The rise in food prices has pushed inflation into double digits for the first time in 40 years. Inflation reached 10.1% in July, the highest rate since 1982. Food and non-alcoholic drinks were the largest contributors to rising prices in July according to ONS. Average rising price for bread and cereals up by an annual 12.4%, milk cheese and eggs by 19.4%, oil and fats by 23.4%. Core inflation (excluding energy, food, alcohol and tobacco) rose by 6.2% in July. The 2-year Gilt yields went up by 26 basis points to reach 2.41% on Wednesday, their highest level since November 2008.
This new acceleration in inflation will force the Bank of England to continue its monetary tightening over the coming months, despite the 15 months of recession expected by the British economy from the end of the year according to the central bank. The BoE will become accommodative once employment becomes a bigger problem than inflation, which is not the case at the moment with unemployment remaining at 3.8%.
Inflation in the Eurozone reached 8.9% in July, up from 8.6 in June. Core CPI reached 4.0%. The monetary zone also saw a GDP growth for Q2, as growth reached 0.6% but down from the 0.7% in Q1. Like in the UK, increasing food and energy prices are the main drivers for inflation. However, news from Germany signal that the country has filled local natural gas storage facilities above 75% of the storage capacity. This is a positive sign amidst the current energy crisis and after Germany got their supply from Russia cut to 20% of the supply capacity. Chancellor Olaf Sholz’s government is targeting 85% by the 1st of October and 95% by the 1st of November.
Fed minutes from this Wednesday show that the Federal Reserves plans on increasing interest rates until inflation eases substantially. The meeting participants noted that a 2.25%-2.50% inflation range is around the neutral level that is neither positive nor restrictive on activity, but as inflation currently remains around 8.6%, well above the 2% target, interest rates should continue rising.
Cable saw the pound weakened yesterday. GBPUSD opened at 1.2095 and closed at 1.2046.
GBPEUR followed a similar trend. It opened at 1.1894 and closed at 1.1836.
EURUSD remained stable. The pair opened at 1.0169 and closed at 1.0177.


### Work order
Your answer must be an exact transcription of every record below, with the pictures omitted.

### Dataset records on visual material
======
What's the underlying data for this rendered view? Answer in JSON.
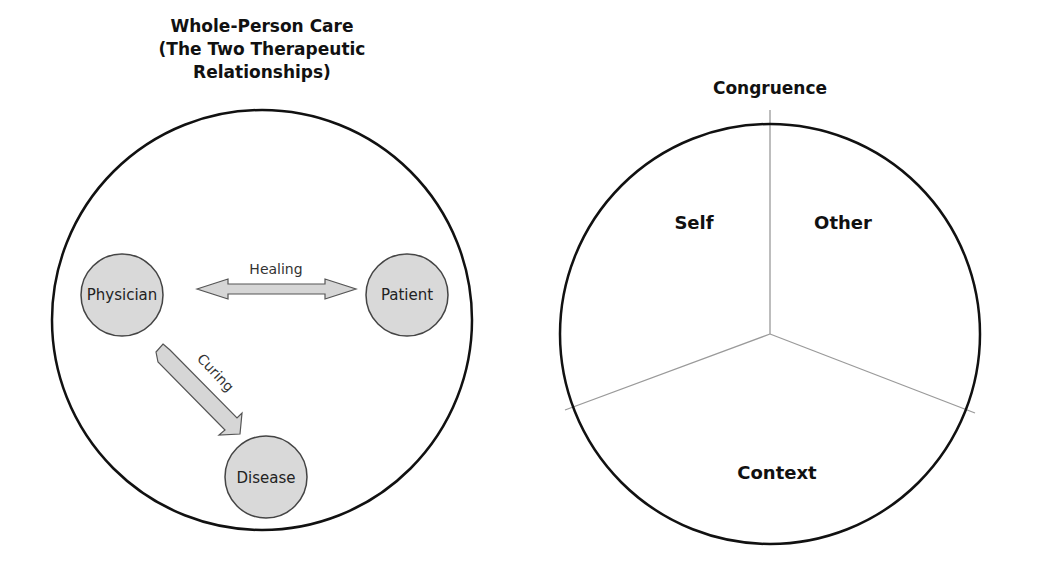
{
  "left_diagram": {
    "title_lines": [
      "Whole-Person Care",
      "(The Two Therapeutic",
      "Relationships)"
    ],
    "nodes": {
      "physician": "Physician",
      "patient": "Patient",
      "disease": "Disease"
    },
    "relations": {
      "healing": "Healing",
      "curing": "Curing"
    }
  },
  "right_diagram": {
    "title": "Congruence",
    "segments": {
      "self": "Self",
      "other": "Other",
      "context": "Context"
    }
  },
  "colors": {
    "node_fill": "#d9d9d9",
    "outline": "#111111",
    "divider": "#9a9a9a",
    "arrow_fill": "#d6d6d6"
  }
}
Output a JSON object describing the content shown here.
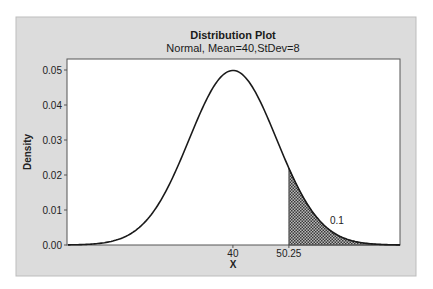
{
  "chart_data": {
    "type": "area",
    "title": "Distribution Plot",
    "subtitle": "Normal, Mean=40,StDev=8",
    "distribution": "normal",
    "mean": 40,
    "stdev": 8,
    "xlabel": "X",
    "ylabel": "Density",
    "xlim": [
      9.8,
      70.6
    ],
    "ylim": [
      0.0,
      0.05
    ],
    "x_ticks": [
      {
        "value": 40,
        "label": "40"
      },
      {
        "value": 50.25,
        "label": "50.25"
      }
    ],
    "y_ticks": [
      {
        "value": 0.0,
        "label": "0.00"
      },
      {
        "value": 0.01,
        "label": "0.01"
      },
      {
        "value": 0.02,
        "label": "0.02"
      },
      {
        "value": 0.03,
        "label": "0.03"
      },
      {
        "value": 0.04,
        "label": "0.04"
      },
      {
        "value": 0.05,
        "label": "0.05"
      }
    ],
    "shaded_region": {
      "from": 50.25,
      "to": 70.6,
      "area_label": "0.1",
      "tail": "right"
    },
    "peak_density": 0.0499,
    "grid": false,
    "legend": null
  },
  "colors": {
    "frame_bg": "#dcdcdc",
    "plot_bg": "#ffffff",
    "curve": "#1a1a1a",
    "shade": "#555555"
  }
}
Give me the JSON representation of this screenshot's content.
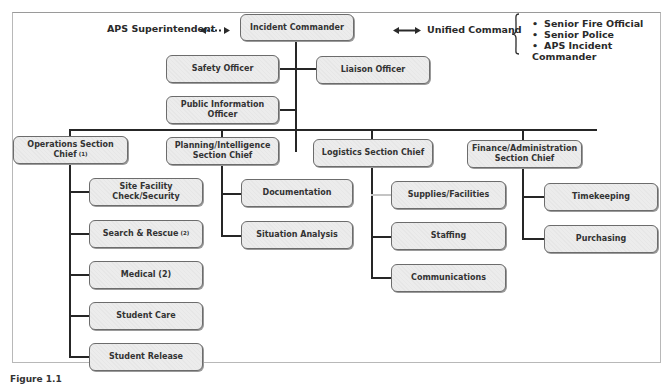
{
  "diagram": {
    "type": "incident-command-org-chart",
    "header": {
      "left_label": "APS Superintendent",
      "left_connector": "dotted-double-arrow",
      "right_label": "Unified Command",
      "right_connector": "solid-double-arrow",
      "unified_command_members": [
        "Senior Fire Official",
        "Senior Police",
        "APS Incident Commander"
      ]
    },
    "command": {
      "incident_commander": "Incident Commander",
      "staff": {
        "safety": "Safety Officer",
        "liaison": "Liaison Officer",
        "pio": "Public Information Officer"
      }
    },
    "sections": [
      {
        "title": "Operations Section Chief",
        "note": "(1)",
        "units": [
          {
            "label": "Site Facility Check/Security",
            "note": ""
          },
          {
            "label": "Search & Rescue",
            "note": "(2)"
          },
          {
            "label": "Medical (2)",
            "note": ""
          },
          {
            "label": "Student Care",
            "note": ""
          },
          {
            "label": "Student Release",
            "note": ""
          }
        ]
      },
      {
        "title_line1": "Planning/Intelligence",
        "title_line2": "Section Chief",
        "units": [
          {
            "label": "Documentation"
          },
          {
            "label": "Situation Analysis"
          }
        ]
      },
      {
        "title": "Logistics Section Chief",
        "units": [
          {
            "label": "Supplies/Facilities"
          },
          {
            "label": "Staffing"
          },
          {
            "label": "Communications"
          }
        ]
      },
      {
        "title_line1": "Finance/Administration",
        "title_line2": "Section Chief",
        "units": [
          {
            "label": "Timekeeping"
          },
          {
            "label": "Purchasing"
          }
        ]
      }
    ],
    "caption": "Figure 1.1"
  },
  "colors": {
    "box_fill": "#ececec",
    "box_border": "#6c6c6c",
    "line": "#262626",
    "text": "#2a2a2a"
  }
}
======
### Exercise solution
What's the underlying data for this rendered view? Answer in JSON.
{
  "left_diagram": {
    "title_lines": [
      "Whole-Person Care",
      "(The Two Therapeutic",
      "Relationships)"
    ],
    "nodes": {
      "physician": "Physician",
      "patient": "Patient",
      "disease": "Disease"
    },
    "relations": {
      "healing": "Healing",
      "curing": "Curing"
    }
  },
  "right_diagram": {
    "title": "Congruence",
    "segments": {
      "self": "Self",
      "other": "Other",
      "context": "Context"
    }
  },
  "colors": {
    "node_fill": "#d9d9d9",
    "outline": "#111111",
    "divider": "#9a9a9a",
    "arrow_fill": "#d6d6d6"
  }
}
Output a JSON object describing the content shown here.
{
  "chart_data": {
    "type": "area",
    "title": "Distribution Plot",
    "subtitle": "Normal, Mean=40,StDev=8",
    "distribution": "normal",
    "mean": 40,
    "stdev": 8,
    "xlabel": "X",
    "ylabel": "Density",
    "xlim": [
      9.8,
      70.6
    ],
    "ylim": [
      0.0,
      0.05
    ],
    "x_ticks": [
      {
        "value": 40,
        "label": "40"
      },
      {
        "value": 50.25,
        "label": "50.25"
      }
    ],
    "y_ticks": [
      {
        "value": 0.0,
        "label": "0.00"
      },
      {
        "value": 0.01,
        "label": "0.01"
      },
      {
        "value": 0.02,
        "label": "0.02"
      },
      {
        "value": 0.03,
        "label": "0.03"
      },
      {
        "value": 0.04,
        "label": "0.04"
      },
      {
        "value": 0.05,
        "label": "0.05"
      }
    ],
    "shaded_region": {
      "from": 50.25,
      "to": 70.6,
      "area_label": "0.1",
      "tail": "right"
    },
    "peak_density": 0.0499,
    "grid": false,
    "legend": null
  },
  "colors": {
    "frame_bg": "#dcdcdc",
    "plot_bg": "#ffffff",
    "curve": "#1a1a1a",
    "shade": "#555555"
  }
}
Give me the JSON representation of this screenshot's content.
{
  "diagram": {
    "type": "incident-command-org-chart",
    "header": {
      "left_label": "APS Superintendent",
      "left_connector": "dotted-double-arrow",
      "right_label": "Unified Command",
      "right_connector": "solid-double-arrow",
      "unified_command_members": [
        "Senior Fire Official",
        "Senior Police",
        "APS Incident Commander"
      ]
    },
    "command": {
      "incident_commander": "Incident Commander",
      "staff": {
        "safety": "Safety Officer",
        "liaison": "Liaison Officer",
        "pio": "Public Information Officer"
      }
    },
    "sections": [
      {
        "title": "Operations Section Chief",
        "note": "(1)",
        "units": [
          {
            "label": "Site Facility Check/Security",
            "note": ""
          },
          {
            "label": "Search & Rescue",
            "note": "(2)"
          },
          {
            "label": "Medical (2)",
            "note": ""
          },
          {
            "label": "Student Care",
            "note": ""
          },
          {
            "label": "Student Release",
            "note": ""
          }
        ]
      },
      {
        "title_line1": "Planning/Intelligence",
        "title_line2": "Section Chief",
        "units": [
          {
            "label": "Documentation"
          },
          {
            "label": "Situation Analysis"
          }
        ]
      },
      {
        "title": "Logistics Section Chief",
        "units": [
          {
            "label": "Supplies/Facilities"
          },
          {
            "label": "Staffing"
          },
          {
            "label": "Communications"
          }
        ]
      },
      {
        "title_line1": "Finance/Administration",
        "title_line2": "Section Chief",
        "units": [
          {
            "label": "Timekeeping"
          },
          {
            "label": "Purchasing"
          }
        ]
      }
    ],
    "caption": "Figure 1.1"
  },
  "colors": {
    "box_fill": "#ececec",
    "box_border": "#6c6c6c",
    "line": "#262626",
    "text": "#2a2a2a"
  }
}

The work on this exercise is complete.